The folks at Visa have got a campaign that continues to work for them. I know from the research they do that they don't see any reason to change it. It hits on the reason people really have cards: to use them.

The "flash value" is much overrated, particularly in the pragmatic world that we're in today. Utility is the No. 1 benefit, and it always has come up that way in all of the research. Visa found a way to dramatize that fact.

One of the keys to what Visa found was that their whole campaign is based on a fact-it's not based on perception. American Express had been very, very successful in the early days in romancing the perception that American Express was everywhere, that you couldn't leave home without it.

It was, more than anything, sort of a scare tactic. People who were traveling were not sure what they were going to run into. They knew the American Express name-they had confidence in that. But increasingly, as people traveled and found from their own experience that it really wasn't as difficult and wasn't as fun an experience as they thought, their behavior started to change.

What about the Visa ads has made them so effective?

Visa was able to track on a consumer behavior a trend that was developing: card usage based on the utility. It was helped by the fact that Visa had, through its banks worldwide, established a distribution system, a network of merchants that was many times larger than the American Express distribution base.

So although Amex owned this perception of utility and the upscale market, Visa, in fact, had the distribution. But for a while Visa had not been able to find a way to dramatize that. I guess it was a chicken-and-egg situation. The distribution happened so rapidly-they had this asset which just developed literally overnight. So when I went out there, the challenge was to use what we had to differentiate Visa from MasterCard.

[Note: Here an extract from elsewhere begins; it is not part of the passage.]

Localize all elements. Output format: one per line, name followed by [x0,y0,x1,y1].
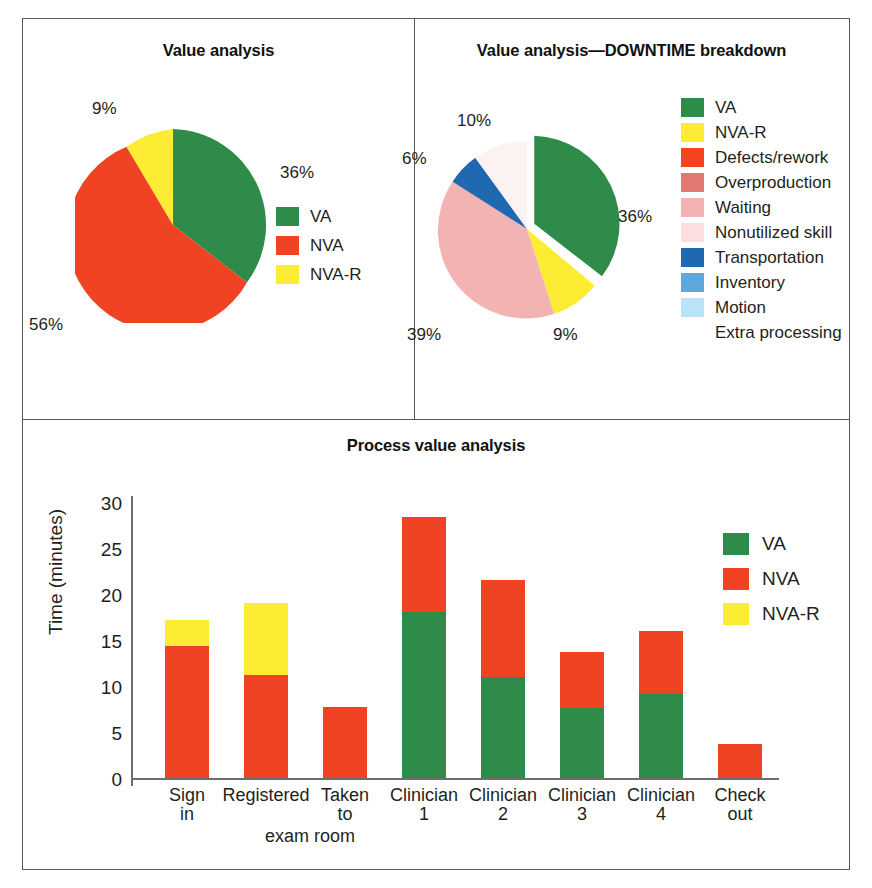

From MasterCard? Don't the ads go after American Express?

That's the whole basis of that campaign, from a strategic standpoint. American Express has never been the objective-the target-of Visa.

That's something that people have not clearly understood. Many people look at the campaign as outsiders and say, "Well, Visa's taking on American Express." That's not true at all. American Express is not the target. The target is really MasterCard, and the objective all along was to differentiate bank cards.

That's the challenge for the bank card industry, to find positioning that differentiates the products that the same distributor is marketing. It's a Coca-Cola/Pepsi campaign-Coca-Cola and Pepsi have got to do the same thing for Safeway supermarkets. That's what it was all about.

We were very fortunate at the time that Amex was there as the strategy- not as the target, not as the objective. By comparing to Amex and using the fact of the wider distribution, we were able to remove MasterCard from the competitive frame.

By ignoring MasterCard, you were trying to render them irrelevant?

Yes. It was then Visa versus American Express as far as the public was concerned. It was very timely, because in the '80s, people said, "Let's go for something that's real, that works."

Amex had been on this pedestal. Americans like nothing more than knocking something off a pedestal. It was time.

What about MasterCard?

MasterCard, all along, has been trying to recover. Since the early '80s they've been trying to find a niche, a positioning, that will do the same sort of thing for them (that Visa's campaign did). They haven't been able to find that, and when an agency doesn't come up with it, they kind of lose patience and go to another and try to find that silver bullet.

American Express has begun to take on Visa more directly-do you think it's working?

I think Amex has found it necessary to get a lot more specific, a lot more feature- and benefit-oriented in their ads. They've found it necessary to position themselves on more of a value basis because the whole perception trick is over.

It took them a while, because they had such a lot invested in that. But I think what you've seen them doing lately has been relatively successful for them-I think they have found a key there.

What do you think distinguishes Visa's advertising from competitors'?

The secret of their success is that they really understand the essence of a marketing partnership with an agency. I'm not sure MasterCard has ever really figured that out.

It's really very simple-it's like A, B, C. It's "hire the best available partner and then give them appropriate direction." The most important thing then is to have confidence in A and B-that you've got the best available, they've got the direction-now take what they come back with and run with it.